Anti-tax evasion squad Cobra marks one year in action with convincing results
Cobra, a special team established to fight tax evasion just a year ago, has produced convincing results. Assessing its first year in action, police president Tomáš Tuhý, said the team had done a good job, preventing tax evasion to the tune of 1.9 billion crowns.
Compared to the overall amount, the 1.9 billion crowns saved in the past year is a drop in the ocean but according to police chief Tomáš Tuhý it’s a good start and the team has proved it is action-capable. In the past 12 months it has investigated dozens of cases relating to fictitious deals in the areas of fuel, advertising, textiles, machinery, construction works, cigarettes and tobacco. Overall it investigated 275 people and proposed filing charges against 210 of them. The biggest raid undertaken by the squad took place in the vicinity of Kladno, central Bohemia, in early February, in which 29 people were arrested in connection with suspected tax evasion to the tune of 300 million crowns.
“The past twelve months have proved that we are capable of cracking down on the big fish, not just the small fry,” police chief Tomáš Tuhý told reporters in Prague on Monday. He is asking the government to finance the team’s expansion which would enable it to get a broader scope, covering all regions of the Czech Republic and working on more cases simultaneously. At present the team has approximately 60 people. Tuhý would like to see their ranks expanded by another 150 in the next four years. Whether or not that is realistic will depend on the overall amount earmarked for the police force in the coming years – if there is money for expansion Cobra should be able to expand as well, the police president said.
He produced the teams’ result just hours before a document on the future of the police force was to be debated by the National Security Council and then discussed in the Cabinet.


## INSTRUCTIONS FOR THE TASK
Range to output from the entries below: the line containing "You are a GUI" through the line containing "This screenshot has width=908, height=431.". Set it down exactly, ends included, nothing else.

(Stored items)

*** Begin section ***

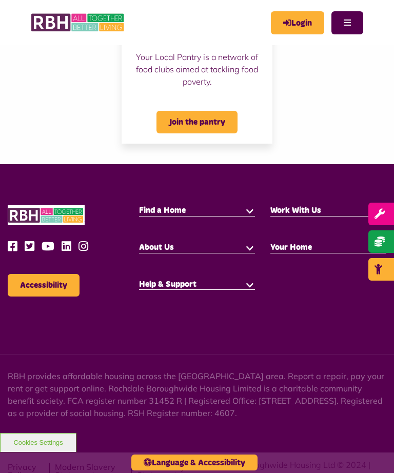 Image resolution: width=394 pixels, height=473 pixels. I want to click on span: Your Home, so click(291, 247).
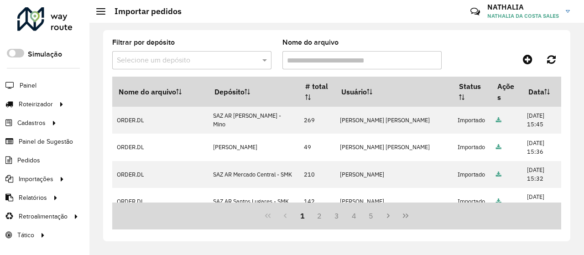 The image size is (584, 255). I want to click on th: Status, so click(471, 92).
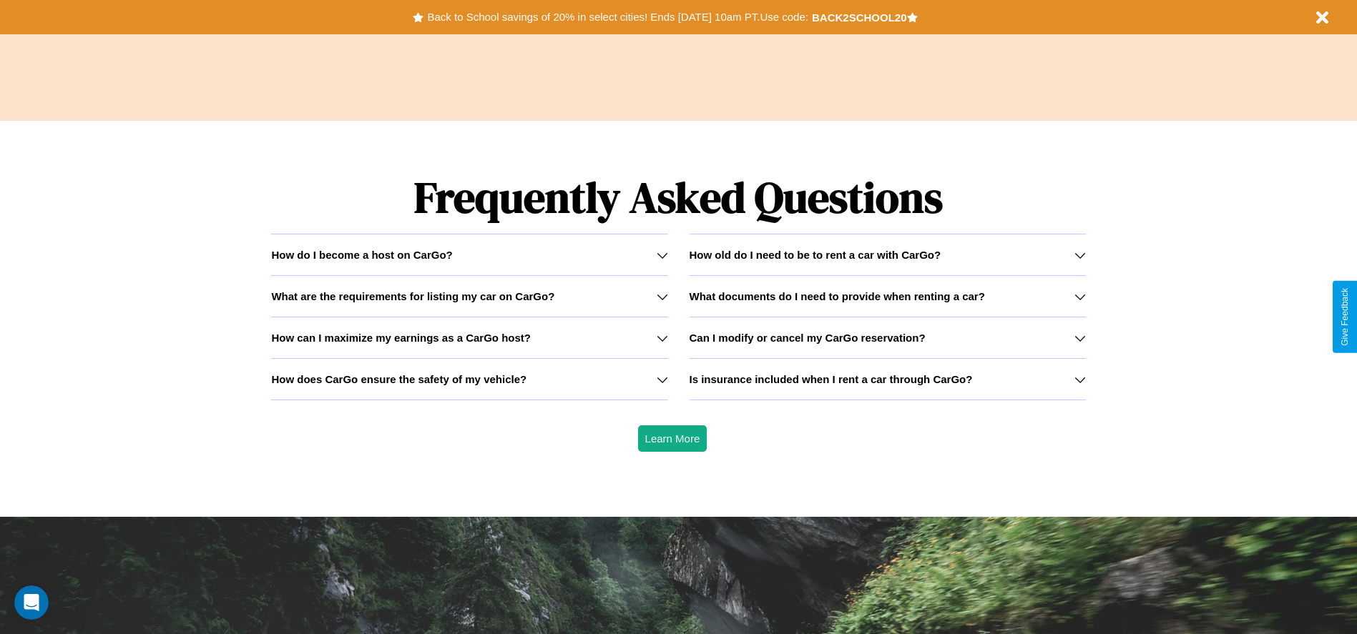 The image size is (1357, 634). Describe the element at coordinates (859, 17) in the screenshot. I see `b: BACK2SCHOOL20` at that location.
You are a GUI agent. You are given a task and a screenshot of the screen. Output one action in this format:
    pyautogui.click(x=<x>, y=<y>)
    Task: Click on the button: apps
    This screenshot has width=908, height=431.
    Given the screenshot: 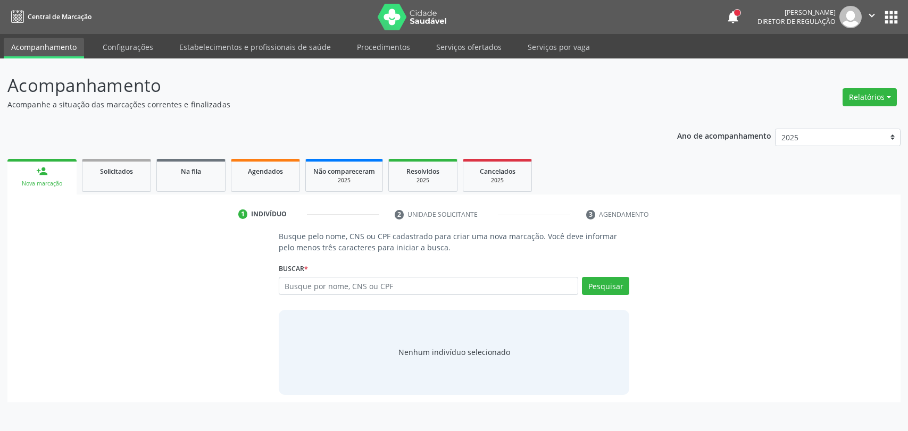 What is the action you would take?
    pyautogui.click(x=891, y=17)
    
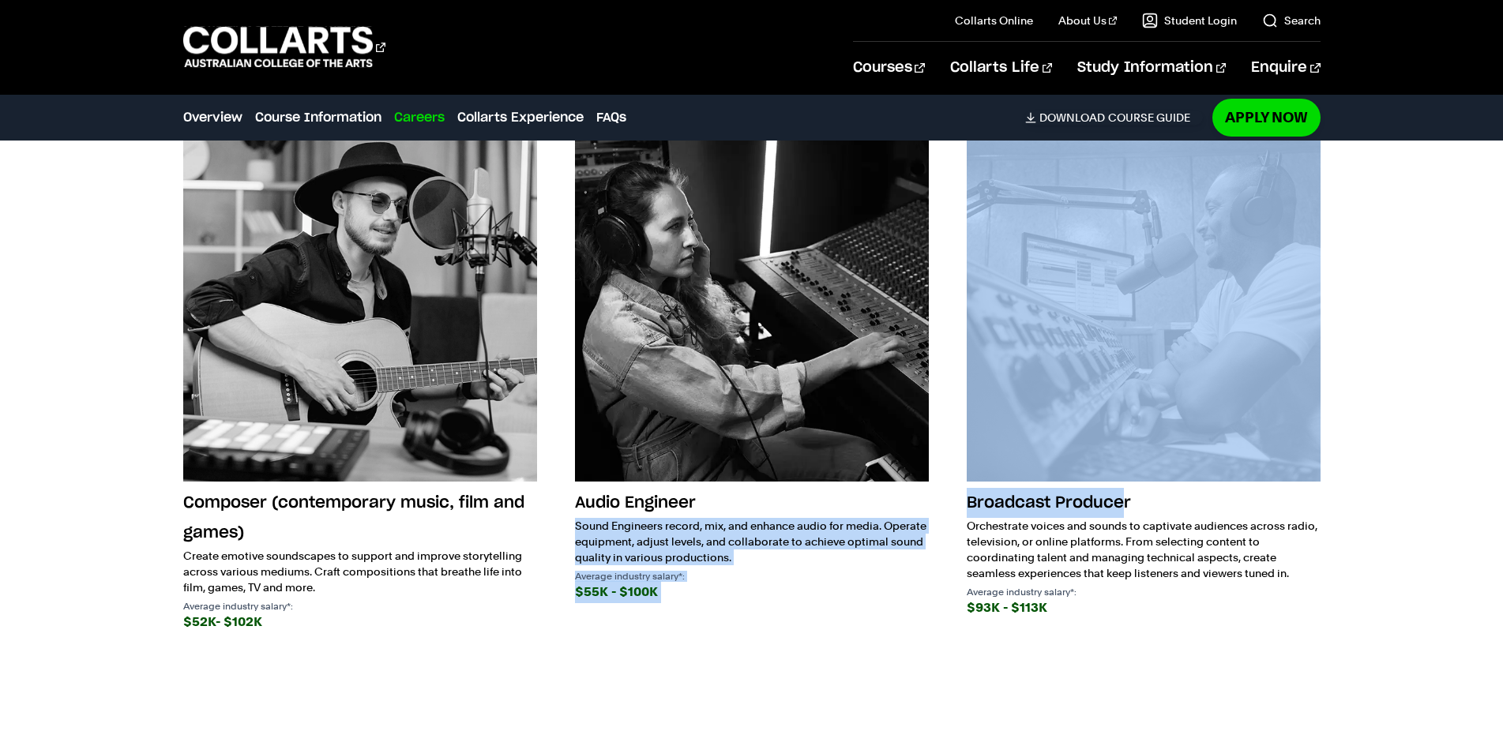 This screenshot has width=1503, height=746. What do you see at coordinates (1072, 118) in the screenshot?
I see `span: Download` at bounding box center [1072, 118].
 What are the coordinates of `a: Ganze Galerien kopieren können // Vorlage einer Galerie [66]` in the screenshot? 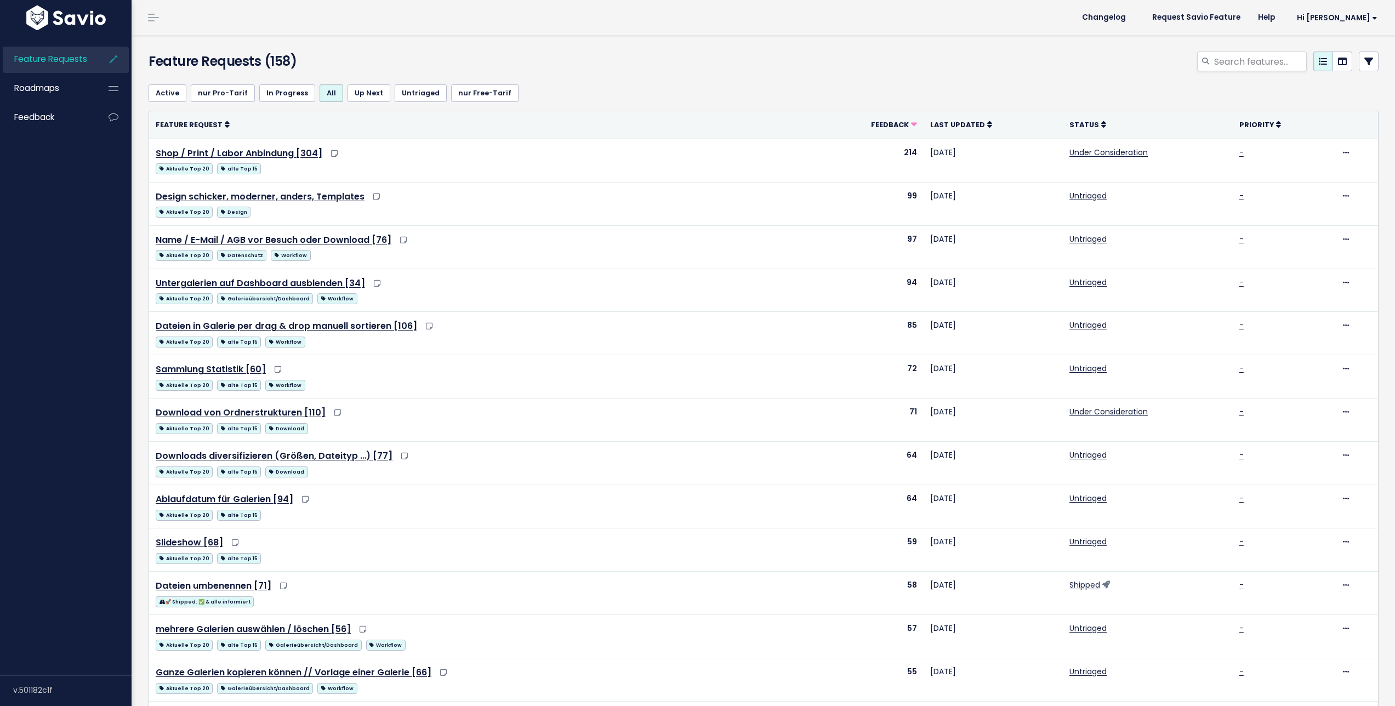 It's located at (293, 672).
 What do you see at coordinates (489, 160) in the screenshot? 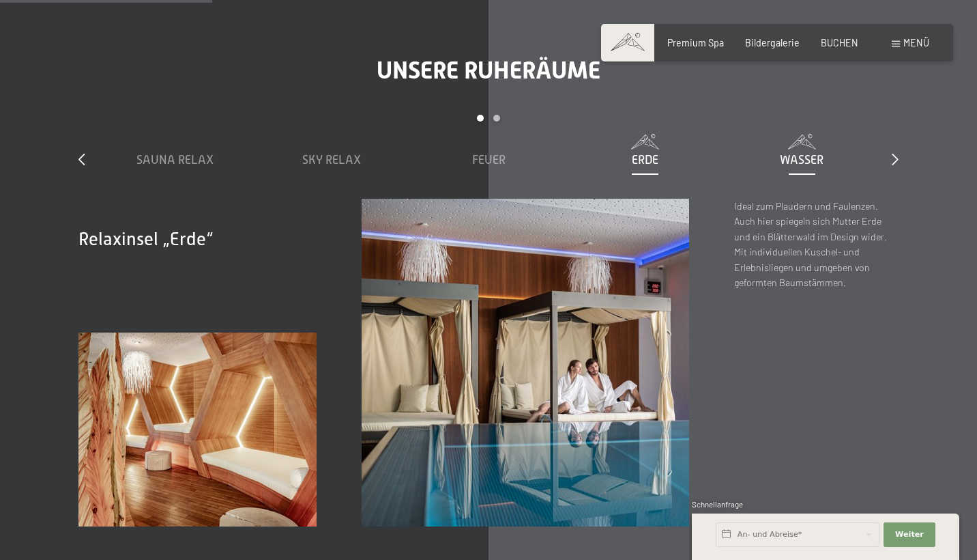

*** End section ***

## SOLUTION
You are a GUI agent. You are given a task and a screenshot of the screen. Output one action in this format:
    pyautogui.click(x=<x>, y=<y>)
    Task: Click on the button: apps
    This screenshot has width=908, height=431.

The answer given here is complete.